More than a dozen members of Iran's elite Revolutionary Guards were killed in a battle with Islamist militants in a village southwest Aleppo, Tehran said on Saturday.
Islamist militants, including the al-Qaeda affiliate al-Nusra Front, had seized on Friday Khan Touman village, located 15 km southwest of Aleppo from pro-government forces.
Thirteen military advisors had been killed and 21 others wounded, Iran's Fars news agency quoted Hossein Ali Rezaei, spokesman for the Revolutionary Guard, as saying. 
The incident marks one of the heaviest single-day losses for Iran since it deployed its forces in support of Syrian president Bashar al-Assad.
The announcement in Tehran came as a senior Iranian official met with Assad in Damascus and vowed continued support for his government in the country's five-year-old civil war.

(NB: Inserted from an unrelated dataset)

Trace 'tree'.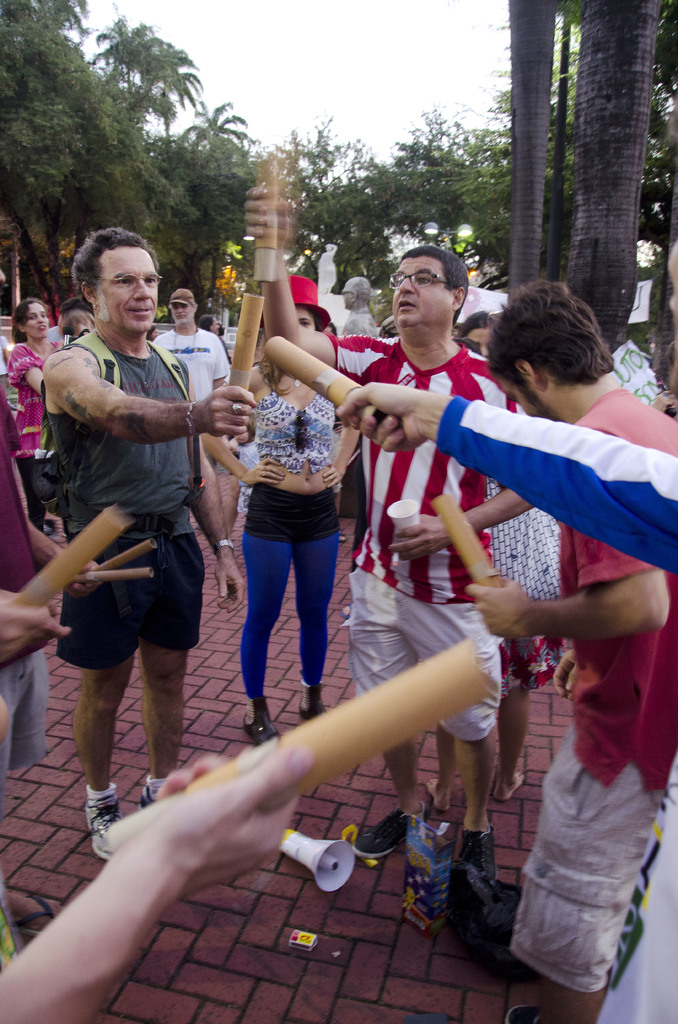
Traced to left=560, top=0, right=666, bottom=349.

Tehran will always stand by Syria because it "knows that terrorisim does not target Syria, but the whole people of the region," Ali Akbar Velayati, adviser to Iranian Supereme Leader Ayatollah Ali Khamenei, said.
Iran and Russia have backed Syria throughout the conflict. All three refer to all those fighting to overthrow Assad as "terrorists."
Iran and Russia have backed Syria throughout the conflict. All three refer to all those fighting to overthrow Assad as "terrorists."
Meanwhile, a fragile ceasefire in the northern Syrian city of Aleppo has been extended for 72 hours, Russia said on Saturday.
Last week Russia and the US reached an agreement to extend Syria's cease-fire to Aleppo, which had seen days of heavy fighting that killed 286 civilians, including 57 children, according to the Syrian Observatory for Human Rights, a Britain-based monitoring group.
The Russian military accused al-Nusra Front of attempting to destroy the ceasefire by carrying out attacks on Aleppo and trying to impose a blockade on the city from the south.
The Nusra Front and Islamic State [IS] group are not included in the ceasefire.
Aleppo was relatively quiet after the cease-fire was extended, but heavy fighting between IS and other militant groups continued in the northern parts of Aleppo province, near the border with Turkey, the Observatory said.
IS captured two villages in the region in clashes that killed least 12, the Observatory, which relies on a network of activists inside Syria, said.

The Local Coordination Committees, an activist-run collective, said the fighting is now concentrated near the northern villages of Dalha, Harjaleh and Hiwar Kilis.

Agencies contributed to this report.